Vice Media co-founder Shane Smith announced Monday the creation of a $500,000 training fund in partnership with the Knight Foundation to “help propel innovation and experimentation in journalism.”
.@shanesmith30 announces a $500k @knightfdn/@VICE journalism innovation fund. #mediainnovation
— Jeremy Barr (@jeremymbarr) December 1, 2014
Smith announced the Knight-Vice innovators fund at the Knight Innovation Award ceremony, where he received the foundation’s Innovation Award “for bringing fresh perspectives and voices to journalism,” according to a press release from The Knight Foundation.
The fund, which will be administered by the CUNY Graduate School of Journalism and the Tow-Knight Center for Entrepreneurial Journalism, will be used to train journalists to report on difficult stories in innovative ways, according to the release.

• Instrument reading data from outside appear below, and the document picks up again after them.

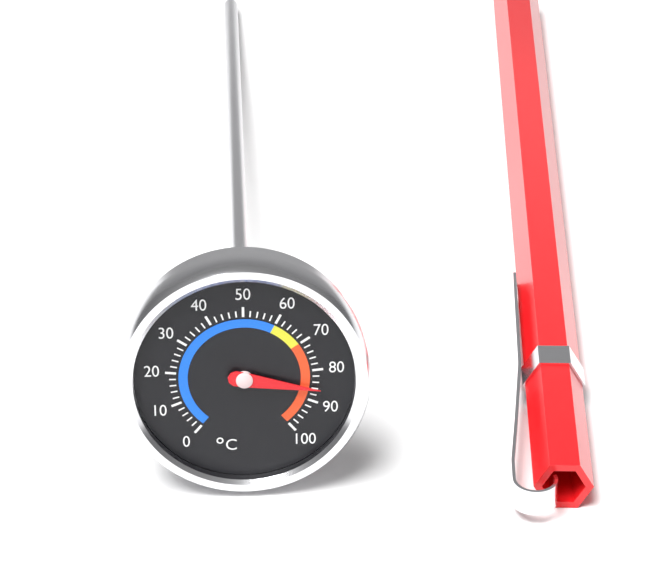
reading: 86 °C
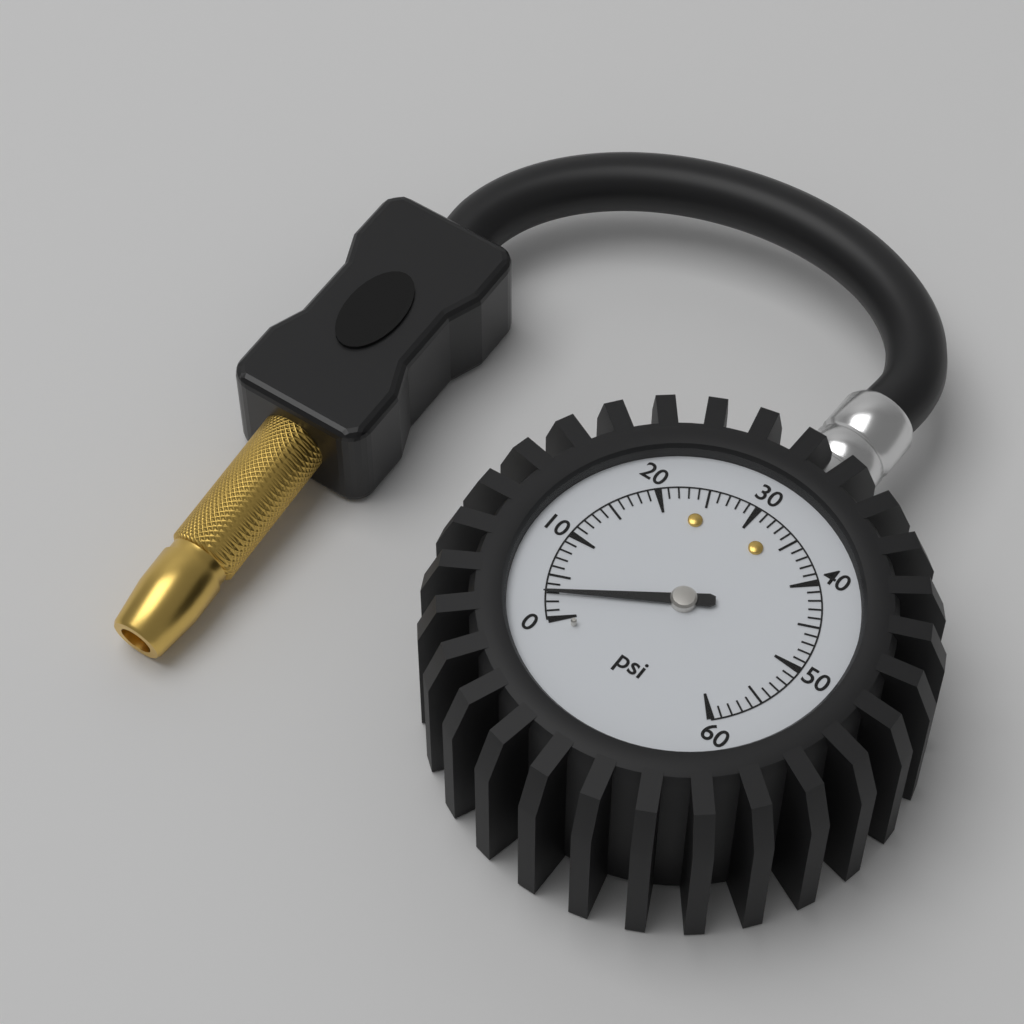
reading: 3 psi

The Knight Foundation and Vice Media will each contribute $250,000 to the fund, said Anusha Alikhan, director of communications for The Knight Foundation.
Here’s the release:
To help propel innovation and experimentation in journalism, VICE Media and the John S. and James L. Knight Foundation today announced a new initiative in collaboration with City University of New York’s Graduate School of Journalism. VICE and Knight will establish the Knight-VICE innovators fund at CUNY to train journalists to adopt new ways of storytelling for the next generation of news consumers.

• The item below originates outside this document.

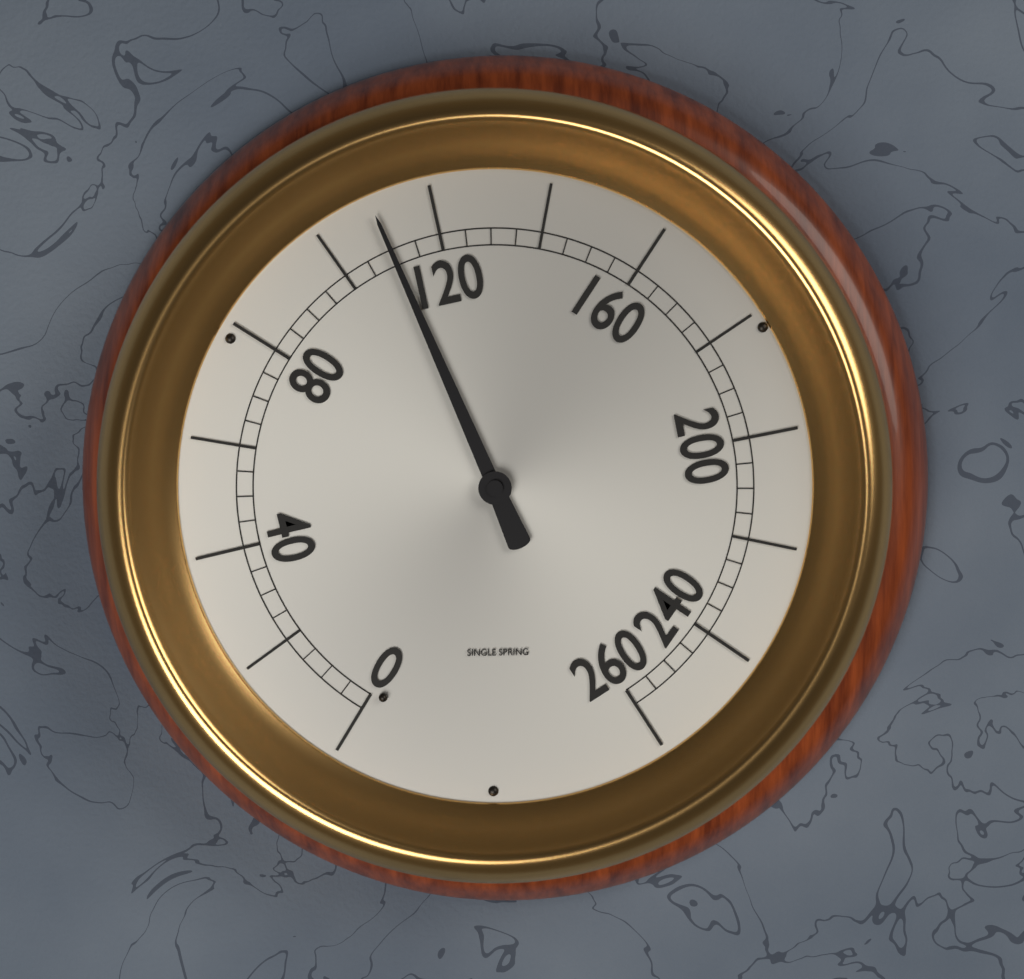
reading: 110 (no unit)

The announcement was made at the Knight Innovation Award ceremony, where VICE Media co-founder and CEO Shane Smith received Knight Foundation’s second annual Innovation Award for bringing fresh perspectives and voices to journalism. The award is hosted by the CUNY Graduate School of Journalism and its Tow-Knight Center for Entrepreneurial Journalism.
As part of the honor, Smith was granted $25,000 and given another $25,000 to present to a startup of his choosing. Smith selected Payk, a nonprofit investigative reporting media organization based in Afghanistan, as his choice of an outstanding news and information innovator to receive the second prize. Payk aims to better inform the world through in-depth news coverage and provide security training to journalists.
Following the award presentation, Smith, Jennifer Preston, Knight Foundation vice president for journalism, and Sarah Bartlett, CUNY Journalism School Dean announced the new Knight-VICE innovators fund. Hosted by CUNY, the fund will support training for reporters from around the world to pursue and present hard-to-tell stories using new techniques and innovations.
“To engage the next generation of news consumers on important issues around the world, we need to tell stories in new ways while maintaining a commitment to strong, quality reporting,” said Preston. “VICE’s immersive, adaptive style has created a model for a style of storytelling that should spread—with CUNY’s help we hope to do just that through this new initiative.”
“The CUNY Graduate School of Journalism is committed to blending our profession’s traditional values with innovative approaches to journalistic storytelling,” said Bartlett. “We are thrilled that this new support from VICE and Knight will enable us to train more journalists to push harder at journalism’s frontiers and engage audiences more deeply.”
Shane Smith is the second individual to receive the Knight Innovation Award. Last year’s award recipient was Sue Gardner, journalist and former executive director of the Wikimedia Foundation.